The Impossibility of Saying Goodbye To The Dying (and Shrine Focus, and Soul Searching)

On Friday evening, I got home from a short road trip to New York and Liz needed to talk about Canobeans, her 20-year old cat. Canobeans had pretty much stopped eating, was getting dehydrated, and was having trouble with using the litter box. We made the decision to schedule with Lap of Love to have her euthanized because her health was accelerating downhill.

Saturday wasn't a blur for me but it still went much too quickly. The Vet from Lap of Love was scheduled for 1pm. I doted on Canobeans with nearly every free moment before 1pm taking breaks here and there. I brushed her. I talked to her. I fed her water. I told her how much we loved her and what a gift she was to us.

I didn't say goodbye. It's just too hard and too sad. I'd fall to pieces. Maybe that would have been appropriate.

What Do You Do In the Final Moments?

Rest well, Canobeans.

What the heck can you do you make final moments in life feel like they are enough? I'm not sure that it can be achieved.

In the final moments, when you are trying your best to say and show the depth of your love and loss, nearly everything you do is symbolic. Everything you do feels totally futile. Your gestures can never make up for the fact that there will never again on this earth be what we had together. It's like trying to pay a sort of life-debt that can never be repaid.

But you do it anyway. You stop assessing and stay in the moment. You laugh when you can. You remember to breathe when your body forgets to do it for you.

While Canobeans was still alive, I focused on doing things she enjoyed so that she could know that we loved her.

Now that she is gone, it helps for me to do small gestures to express my gratitude for how much richer my life was because I had this other being to care for and to enjoy.

A Shrine as A Focus

A Shrine

Liz and I setup this shrine. It started with just flowers... an impulse buy at the store. And we put them in a vase in the bedroom, where Canobeans spent the last year. I added candles, and a cat toy. Liz put her paw print mold next to everything. And then we picked some photos to print and stuck them in frames. And we arranged it all on a very small table.

We light candles when they go out. They are wonderful to look at, day or night. A small fire that requires some care to keep it burning from time to time. This is good catharsis for us. Candle light is a wonderful focus for just sitting and being. For just accepting that what is, is.

A struggle that is particular to me in grieving is that the feeling of the person/cat I just lost slips away from me. It's not that I want to hold on and never let go. But I don't want to just "get on with my life" either. I want to keep a space for pondering and remembering. This is a good time for soul-searching and thinking about life. I am not looking to rush it along.

The ritual of keeping the candles going and pausing at this little shrine helps me to remember. It gives me a bit of space in my very-busy head. I think it's because I would have to do all of this remembering in my head if we didn't have the shrine but now that we have set it up it makes it easier for us because we don't have to keep it all in our heads and hearts. We can look upon our love and loss from the outside rather than only gazing inward.

In The Aftermath, Soul Searching Questions Abound

Getting space in my head is crucial right now also because another struggle I face are the manifold questions that arise in the aftermath of putting a pet to rest. Soul-searching questions are inevitable. Try as I might to trust our decisions, I find that I revisit the questions again and again and I have to justify that what I did was the right choice. All of the reasons are there, but getting to an alignment between feeling and reason isn't something I can force. It takes time. I have to trust that too.

I find myself thinking about everything that matters just before death and the things that matter in the aftermath. All that matters is that there was love. And all love is unique and beautiful and fleeting. Sometimes love is just brushing hair or fur. Sometimes love is cleaning poop off of something that shouldn't have poop on it. For certain, love is missing something/someone you are used to interacting with daily.

I find myself pondering eternity. The great unponderable. A sensation of being human is that our existence feels continuous and eternal: All I know is that I have always been and it feels like I shall always be. It is alien to imagine that I will not exist some day. I don't believe in an afterlife but sometimes it's a "pretty little lie". Either way there is good news: Either I am wrong and will continue on, or I am right that I will no longer exist and I probably won't know it anyway.

If I'm wrong I hope I get to see Canobeans and all of my loved ones again some day.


Exercise prompt: Each line that contains "illegal" needs to be copied from the listing.

Data provided:
-.-.-

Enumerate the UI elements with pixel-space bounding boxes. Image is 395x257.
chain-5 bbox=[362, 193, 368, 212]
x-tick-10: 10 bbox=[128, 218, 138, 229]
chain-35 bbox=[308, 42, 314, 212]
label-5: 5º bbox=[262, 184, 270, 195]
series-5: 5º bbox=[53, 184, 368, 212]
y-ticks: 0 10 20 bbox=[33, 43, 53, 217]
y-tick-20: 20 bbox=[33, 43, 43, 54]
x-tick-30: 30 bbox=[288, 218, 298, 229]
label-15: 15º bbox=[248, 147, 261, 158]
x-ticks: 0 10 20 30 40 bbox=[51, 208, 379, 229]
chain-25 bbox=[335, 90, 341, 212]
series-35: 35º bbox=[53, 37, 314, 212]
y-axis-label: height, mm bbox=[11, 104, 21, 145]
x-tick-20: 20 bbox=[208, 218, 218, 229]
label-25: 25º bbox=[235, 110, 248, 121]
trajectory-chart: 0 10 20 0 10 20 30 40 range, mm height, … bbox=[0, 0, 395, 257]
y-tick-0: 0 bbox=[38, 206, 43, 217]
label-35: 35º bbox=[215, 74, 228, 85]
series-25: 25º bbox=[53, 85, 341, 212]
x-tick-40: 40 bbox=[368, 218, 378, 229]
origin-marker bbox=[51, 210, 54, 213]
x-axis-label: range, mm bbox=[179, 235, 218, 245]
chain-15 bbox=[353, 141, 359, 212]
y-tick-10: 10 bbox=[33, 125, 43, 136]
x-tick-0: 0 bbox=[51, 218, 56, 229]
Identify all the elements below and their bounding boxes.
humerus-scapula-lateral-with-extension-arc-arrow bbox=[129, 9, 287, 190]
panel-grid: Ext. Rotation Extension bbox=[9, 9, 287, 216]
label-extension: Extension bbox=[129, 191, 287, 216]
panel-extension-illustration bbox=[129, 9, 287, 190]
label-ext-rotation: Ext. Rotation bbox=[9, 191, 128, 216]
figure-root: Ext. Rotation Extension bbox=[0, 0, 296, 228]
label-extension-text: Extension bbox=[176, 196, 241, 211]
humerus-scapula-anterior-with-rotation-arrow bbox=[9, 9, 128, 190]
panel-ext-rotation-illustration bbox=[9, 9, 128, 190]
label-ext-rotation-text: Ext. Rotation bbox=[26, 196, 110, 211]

-.-.-

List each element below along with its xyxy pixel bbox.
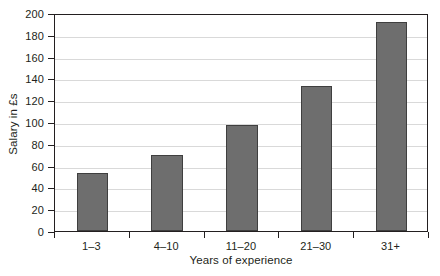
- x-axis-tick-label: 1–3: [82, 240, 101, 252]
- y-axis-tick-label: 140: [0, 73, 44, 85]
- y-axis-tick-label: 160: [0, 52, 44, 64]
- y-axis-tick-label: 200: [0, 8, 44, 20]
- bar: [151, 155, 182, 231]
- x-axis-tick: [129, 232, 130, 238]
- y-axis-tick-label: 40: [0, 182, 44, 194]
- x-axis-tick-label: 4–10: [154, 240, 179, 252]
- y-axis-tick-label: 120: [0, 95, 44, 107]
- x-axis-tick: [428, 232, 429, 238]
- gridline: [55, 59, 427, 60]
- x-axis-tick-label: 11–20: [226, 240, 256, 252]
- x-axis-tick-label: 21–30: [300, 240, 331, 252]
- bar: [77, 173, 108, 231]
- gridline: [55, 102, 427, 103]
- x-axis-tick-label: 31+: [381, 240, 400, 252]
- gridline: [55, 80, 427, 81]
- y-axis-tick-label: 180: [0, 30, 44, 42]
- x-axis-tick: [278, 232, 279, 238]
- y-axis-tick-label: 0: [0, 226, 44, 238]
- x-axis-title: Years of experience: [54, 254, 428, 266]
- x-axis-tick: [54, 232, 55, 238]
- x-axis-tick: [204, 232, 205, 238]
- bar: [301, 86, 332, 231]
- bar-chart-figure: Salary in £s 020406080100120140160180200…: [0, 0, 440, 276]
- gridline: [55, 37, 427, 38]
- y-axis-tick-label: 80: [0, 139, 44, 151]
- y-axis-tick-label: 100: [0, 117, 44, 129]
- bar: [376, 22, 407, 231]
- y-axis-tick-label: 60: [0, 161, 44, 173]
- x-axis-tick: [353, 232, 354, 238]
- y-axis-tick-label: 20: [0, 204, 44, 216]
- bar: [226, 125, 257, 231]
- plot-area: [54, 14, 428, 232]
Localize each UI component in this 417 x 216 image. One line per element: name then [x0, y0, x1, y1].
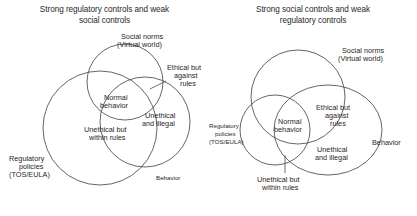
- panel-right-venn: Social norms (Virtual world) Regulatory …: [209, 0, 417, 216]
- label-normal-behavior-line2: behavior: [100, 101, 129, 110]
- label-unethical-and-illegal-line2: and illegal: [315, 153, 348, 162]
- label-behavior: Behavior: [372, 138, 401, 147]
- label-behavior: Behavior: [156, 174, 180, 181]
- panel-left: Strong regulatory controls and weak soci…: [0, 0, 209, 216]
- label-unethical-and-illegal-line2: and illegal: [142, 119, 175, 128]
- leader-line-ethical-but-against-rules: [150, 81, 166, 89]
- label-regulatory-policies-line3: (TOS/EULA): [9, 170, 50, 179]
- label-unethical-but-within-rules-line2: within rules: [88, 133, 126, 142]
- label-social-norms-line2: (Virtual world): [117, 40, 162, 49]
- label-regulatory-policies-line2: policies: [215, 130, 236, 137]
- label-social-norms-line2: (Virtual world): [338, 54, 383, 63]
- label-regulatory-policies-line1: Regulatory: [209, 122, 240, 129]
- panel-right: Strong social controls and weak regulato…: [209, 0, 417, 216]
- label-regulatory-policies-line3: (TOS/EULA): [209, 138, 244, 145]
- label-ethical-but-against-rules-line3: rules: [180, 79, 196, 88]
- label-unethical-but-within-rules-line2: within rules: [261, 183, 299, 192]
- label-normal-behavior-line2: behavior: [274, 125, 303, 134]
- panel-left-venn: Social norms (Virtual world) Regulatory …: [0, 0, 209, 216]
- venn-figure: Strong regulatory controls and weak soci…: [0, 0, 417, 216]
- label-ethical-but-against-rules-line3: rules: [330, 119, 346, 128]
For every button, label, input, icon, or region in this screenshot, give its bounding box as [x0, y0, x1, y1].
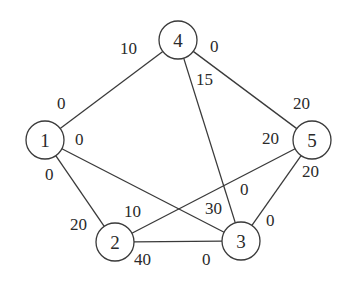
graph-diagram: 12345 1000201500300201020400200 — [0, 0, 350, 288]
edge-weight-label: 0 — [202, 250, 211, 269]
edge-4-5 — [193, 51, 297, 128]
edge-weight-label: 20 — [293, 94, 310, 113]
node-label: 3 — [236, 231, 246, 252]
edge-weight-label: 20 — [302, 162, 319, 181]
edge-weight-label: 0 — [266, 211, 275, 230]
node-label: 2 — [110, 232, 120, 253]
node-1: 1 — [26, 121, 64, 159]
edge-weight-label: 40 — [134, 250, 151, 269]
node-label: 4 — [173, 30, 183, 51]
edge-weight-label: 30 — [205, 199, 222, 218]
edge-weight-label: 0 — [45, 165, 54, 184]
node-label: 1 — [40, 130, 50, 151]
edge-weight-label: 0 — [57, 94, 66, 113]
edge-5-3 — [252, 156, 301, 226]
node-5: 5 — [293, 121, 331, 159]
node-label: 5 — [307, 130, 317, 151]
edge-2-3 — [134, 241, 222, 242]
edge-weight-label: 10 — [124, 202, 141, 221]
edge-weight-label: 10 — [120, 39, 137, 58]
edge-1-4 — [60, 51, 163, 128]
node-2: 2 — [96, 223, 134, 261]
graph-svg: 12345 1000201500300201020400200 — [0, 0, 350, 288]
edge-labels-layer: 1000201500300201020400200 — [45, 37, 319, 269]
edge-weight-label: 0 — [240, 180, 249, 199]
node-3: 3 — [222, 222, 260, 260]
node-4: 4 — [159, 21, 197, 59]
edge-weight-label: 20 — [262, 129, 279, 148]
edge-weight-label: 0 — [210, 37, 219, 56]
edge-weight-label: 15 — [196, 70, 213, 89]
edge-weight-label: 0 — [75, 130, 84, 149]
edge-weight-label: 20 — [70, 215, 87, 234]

-.-.-

Output for this exercise:
- label-unethical-and-illegal-line2: and illegal: [315, 153, 348, 162]
- label-unethical-and-illegal-line2: and illegal: [142, 119, 175, 128]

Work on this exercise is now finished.